János Mattis-Teutsch
Brașov, where Mattis-Teutsch was born, is now in Romania, but in 1884 it was part of Austria-Hungary. His father was Hungarian, his mother Saxon-German. He received his initial artistic training in his hometown at the State Technical School for Wood and Stone Industry as a woodcarver, and then went to the School of Applied Arts in Budapest from 1901 to 1903. He then pursued a career as a sculptor and soon decided to continue his training in Munich, where, between 1903 and 1905, he was enrolled at the Academy of Fine Arts. He attended the classes of Wilhelm von Rümann (1850–1906) and Balthasar Schmitt (1858–1942), two traditional German sculptors. Following a well-trodden path, he then moved to Paris, where he slowly orientated himself towards painting and graphic art, probably for financial reasons, because the material for sculptures was expensive. To earn a living, he made painting frames. He produced his first landscape paintings, which illustrate his interest in lyrical forms and colours. After the First World War, he returned to Brașov, where he worked as a teacher for the rest of his life, but continued to visit the art centres of Europe for a long time and also exhibited there.
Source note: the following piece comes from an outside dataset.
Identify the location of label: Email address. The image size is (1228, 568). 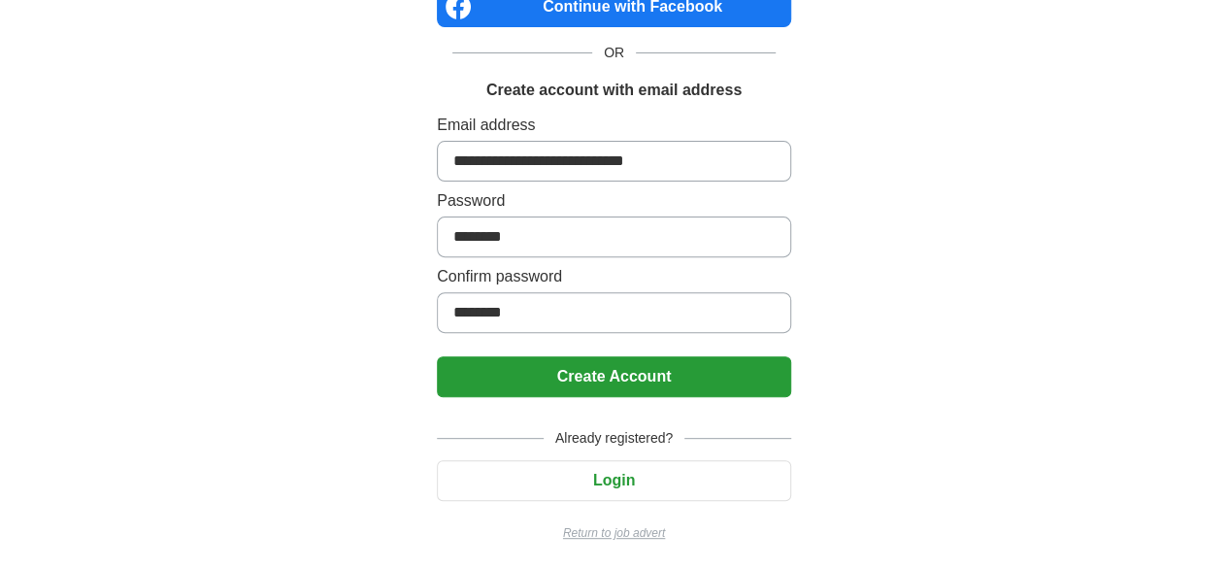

Mattis-Teutsch was influenced by Expressionism, especially by the Blue Rider group in Munich, to which Wassily Kandinsky (1866–1944), Gabriele Münter (1877–1962) and Franz Marc (1880–1916) belonged. He initially produced broadly curved, rhythmic watercolours that became increasingly abstract and finally culminated in his famous series of Soul Flowers in 1920.[2] As early as 1917, Lajos Kassák (1887–1967) exhibited Mattis-Teutsch’s works in Budapest and printed them in his avant-garde magazine MA. After the First World War, Mattis-Teutsch also came into the circle of Herwarth Walden (1878–1941) who ran the Sturm gallery in Berlin, and he exhibited there alongside, for example, Paul Klee (1879-1940). Further exhibitions within Walden’s network in Berlin, Chicago and Rome followed, but they did not lead to an established position in Germany or elsewhere.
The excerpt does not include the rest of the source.